Our library is well stocked with priceless first editions, only ghost stories, of course.
Now you may have noticed before that I said narrators. That’s not a typo, there are in fact more than one narrators in this movie, and oddly enough they don’t clash with each other at some point like you’d expect. They do provide the tenuous connection between the two stories, however, that being who’s the most fascinating literary character, Ichabod or Mr. Toad? Our first narrator, none other than Sherlock Holmes himself –

Uh, no.

Closer, but still no.

God I wish.

THERE we go.
Basil Rathbone, one of the most classy and dignified actors of his time, submits to us his candidate, a toad – J. Thaddeus Toad of Kenneth Grahame’s “The Wind in the Willows” to be precise – and he begins to tell us of his exploits.
Now here’s where I have to confess something. I normally make it a point to read the original stories that certain Disney films were based on and compare the two, just for fun if anything.
As of this review, I have never actually read “The Wind in the Willows”.
…Or rather I DID try to read it, but much like The Hobbit I was bored senseless.
To be fair, I was a small kid when I discovered that book at my library, but at least with The Hobbit I made to where Bilbo meets Gollum before giving up. With Wind in the Willows I couldn’t even get past the first chapter! From what I’ve gathered Toad isn’t even the central character of the story; it’s about Mole leaving his home for the first time and meeting him and Rat and Badger and a bunch of random stuff happening to him. The part with Toad and his motor mania getting the better of him, the part that everybody remembers regardless of whether or not they’ve picked up the book? That doesn’t happen until long past the halfway point, and it isn’t the main focus of the story. And unfortunately due to my limited knowledge, you’ll have to make do without a thoroughly detailed comparison of the book and the short for this review.
Well don’t everybody celebrate all at once!
Toad (Eric Blore), the richest animal living in the countryside, is a slave to fads and always ready for an adventure regardless of the cost. His wanton ways attract many fair-weather friends, but the three closest to him are the frugal Angus McBadger –

Get it? He’s Scottish so he’s a pennypincher! They don’t do humor like they did the 40’s anymore…and I’m glad.
– the kind and gentle Mole –

– who I swear they just recolored yellow and gave him a red t-shirt and Sterling Holloway’s voice when they made Winnie the Pooh, Still, really cute though.
– and a water rat simply called Rat, which always confused me because he looks nothing like a rat.

This is a rat.

These are rats.

And this is a rat (despite what he wants you to think).

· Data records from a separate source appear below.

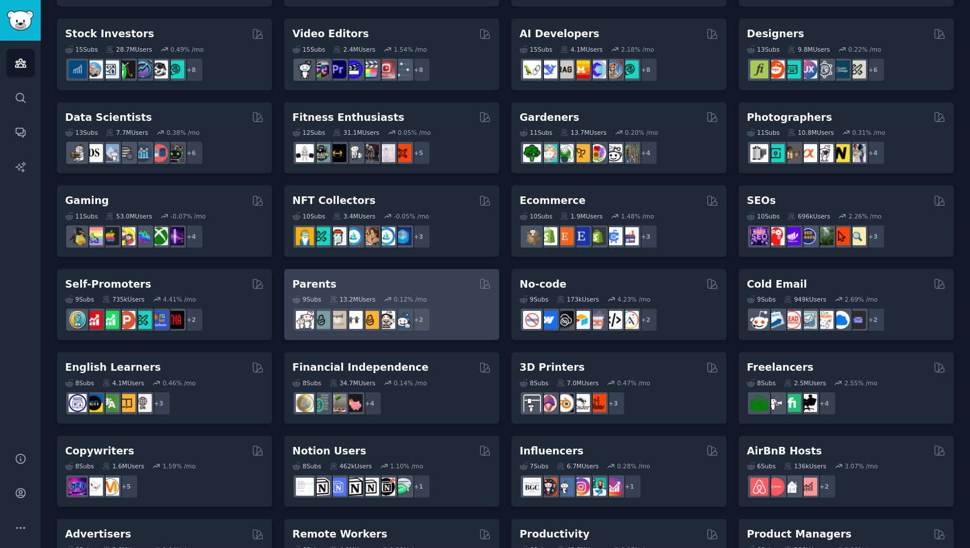 The image size is (970, 548). I want to click on img: UX_Design, so click(857, 69).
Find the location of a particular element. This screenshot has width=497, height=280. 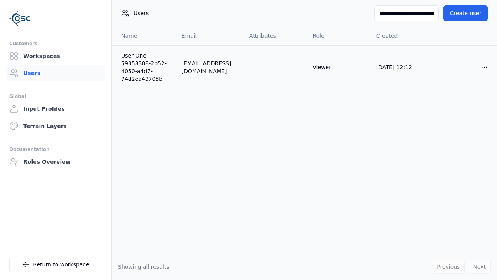

th: Role is located at coordinates (338, 36).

THIS is Basil of Baker Street’s country cousin, but no less uptight.
In the middle of afternoon tea, Rat receives a letter from a postman – a human postman. A human postman that’s drawn to the real-life scale of an actual human. This is another thing I find strange about The Wind in the Willows; in nearly all the adaptations, the animals act and wear clothes like humans but retain their natural size and co-habit the world with human beings and nobody questions it. Am I the only one who found this weird?
Then again, this does take place in England, the one country where nobody seems to give a damn about unusual happenings, no matter how fantastical. Polite marmalade-eating bear taking up residence with a family of four? How quaint. Werewolves running around the park? It’s only some hooligans causing trouble. Young virgins losing blood after the eccentric foreign count moves in next door? Nothing odd going on here. Flying cars and kids disappearing into train platforms carrying owls and magic wands? Just your average Monday. I’m surprised that none of these films have had weather forecasts that go like this –

“Good morning Little Hangleton! Today we have our usual torrential downpour, though it should clear up by the afternoon and leave the rest of the day partly cloudy with a chance of nannies. Now over to Wayne for sports.”